How can the church appeal to the young? That’s a question on a lot of minds these days, and this piece from the Cleveland Plain Dealer looks at a few answers:

There are a lot of differences between the late Sunday afternoon Mass at St. Ambrose Catholic Church and the regular morning Masses throughout the Cleveland Catholic Diocese.

The first, of course, is the time: 5, which is preferred by young people who like to sleep in or have other activities such as sports teams during the day. The most significant difference is that teens and young adults are everywhere in the packed church in Brunswick.

They greet churchgoers. They lead the procession into the church. They read and bring the gifts for the priest to prepare the Eucharist. They help distribute Communion.

And they play in the band, which during the closing hymn encourages their peers to raise their arms and move to the music.

Congregations such as St. Ambrose are the future of the Catholic Church in the United States, say prominent church observers and researchers.

A historic shift in attitudes and practices — including a steep decline in Mass attendance — among Catholic youth raises concerns that the coming generations will be much less likely to be part of parish life, sociologists say.

One researcher predicts that the number of U.S. Catholics will decline by a third in the next generation; others predict smaller but significant drops if the church does not adapt to younger Catholics who have to be persuaded — rather than ordered — to attend Mass.

In a new book, “American Catholics Today: New Realities of Their Faith and Their Church,” four leading sociologists say young Catholics in an affluent society with little anti-Catholicism and in a church that has emphasized the development of individual moral consciences over rules need to be won over.

“They see it [the church] as only one of many possible means to help them meet their own needs,” write William D’Antonio and Dean Hoge of Catholic University of America, James Davidson of Purdue University and Mary Gautier of the Center for Applied Research in the Apostolate at Georgetown University.

What young Catholics want is to be meaningful participants rather than passive consumers in religious life, say youth workers in the region.

“Teens want to belong,” said the Rev. Andy Turner, associate pastor and youth minister of Our Lady of Mount Carmel in Wickliffe. “We need to bring them to a sacred place.”

Since the 1960s, all churches have competed with massive social changes that encourage individual autonomy over respect for institutions.

Mainline Protestant denominations have lost millions of members, including many young people who dropped any religious affiliation. A Lilly Endowment-funded study of 500 Presbyterians ages 33 to 42 in 1989-90 found about half of the respondents were now “unchurched,” a result the study authors said could apply to other liberal Protestant denominations.

Catholic membership has increased from 46.2 million in 1965 to 64 million in 2005, remaining relatively steady at about 23 percent of the U.S. population.

Hispanic immigration is responsible for much of that growth. Sociologist Mark Chaves of Duke University says more than half of Catholics under 10 today are Hispanic.

What sociologists at a recent joint meeting of the Religious Research Association and the Society for the Scientific Study of Religion debated is whether young Catholics will stay in the church.

Sociologist Pierre Hegy of Adelphi University in Garden City, N.Y., predicts U.S. Catholics will decline by a third in the next generation as the distinctiveness of being Catholic disappears.

“Today, religion is a choice, a cafeteria choice,” he said.

You’ll find more at the link about the research behind all this.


- _Task brief_
From the records below, copy the lines that include "solid".

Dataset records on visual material
***

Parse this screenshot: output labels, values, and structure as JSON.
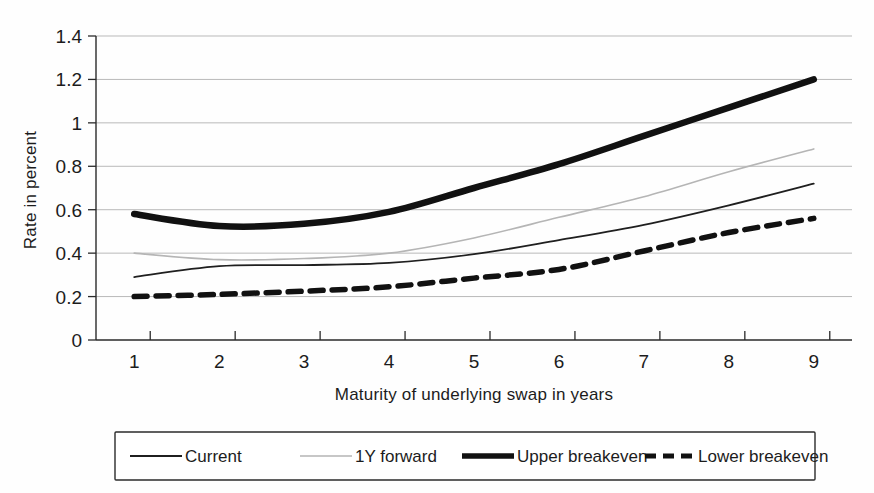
{
  "chart_data": {
    "type": "line",
    "title": "",
    "subtitle": "",
    "xlabel": "Maturity of underlying swap in years",
    "ylabel": "Rate in percent",
    "x": [
      1,
      2,
      3,
      4,
      5,
      6,
      7,
      8,
      9
    ],
    "xticklabels": [
      "1",
      "2",
      "3",
      "4",
      "5",
      "6",
      "7",
      "8",
      "9"
    ],
    "yticklabels": [
      "0",
      "0.2",
      "0.4",
      "0.6",
      "0.8",
      "1",
      "1.2",
      "1.4"
    ],
    "yticks": [
      0,
      0.2,
      0.4,
      0.6,
      0.8,
      1,
      1.2,
      1.4
    ],
    "xlim": [
      0.55,
      9.45
    ],
    "ylim": [
      0,
      1.4
    ],
    "grid": "horizontal",
    "legend_position": "bottom",
    "series": [
      {
        "name": "Current",
        "style": "solid-thin",
        "color": "#1f1f1f",
        "width": 1.8,
        "values": [
          0.29,
          0.34,
          0.345,
          0.355,
          0.395,
          0.46,
          0.53,
          0.62,
          0.72
        ]
      },
      {
        "name": "1Y forward",
        "style": "solid-light",
        "color": "#b5b5b5",
        "width": 1.6,
        "values": [
          0.4,
          0.37,
          0.375,
          0.4,
          0.47,
          0.565,
          0.66,
          0.775,
          0.88
        ]
      },
      {
        "name": "Upper breakeven",
        "style": "solid-thick",
        "color": "#111111",
        "width": 6.5,
        "values": [
          0.58,
          0.525,
          0.535,
          0.59,
          0.7,
          0.81,
          0.94,
          1.07,
          1.2
        ]
      },
      {
        "name": "Lower breakeven",
        "style": "dashed-thick",
        "color": "#111111",
        "width": 5.5,
        "values": [
          0.2,
          0.21,
          0.225,
          0.245,
          0.285,
          0.325,
          0.41,
          0.495,
          0.56
        ]
      }
    ]
  },
  "legend": {
    "entries": [
      {
        "label": "Current"
      },
      {
        "label": "1Y forward"
      },
      {
        "label": "Upper breakeven"
      },
      {
        "label": "Lower breakeven"
      }
    ]
  },
  "axes": {
    "y_title": "Rate in percent",
    "x_title": "Maturity of underlying swap in years"
  }
}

***

- _Solution to the problem_
        "style": "solid-thin",
        "style": "solid-light",
        "style": "solid-thick",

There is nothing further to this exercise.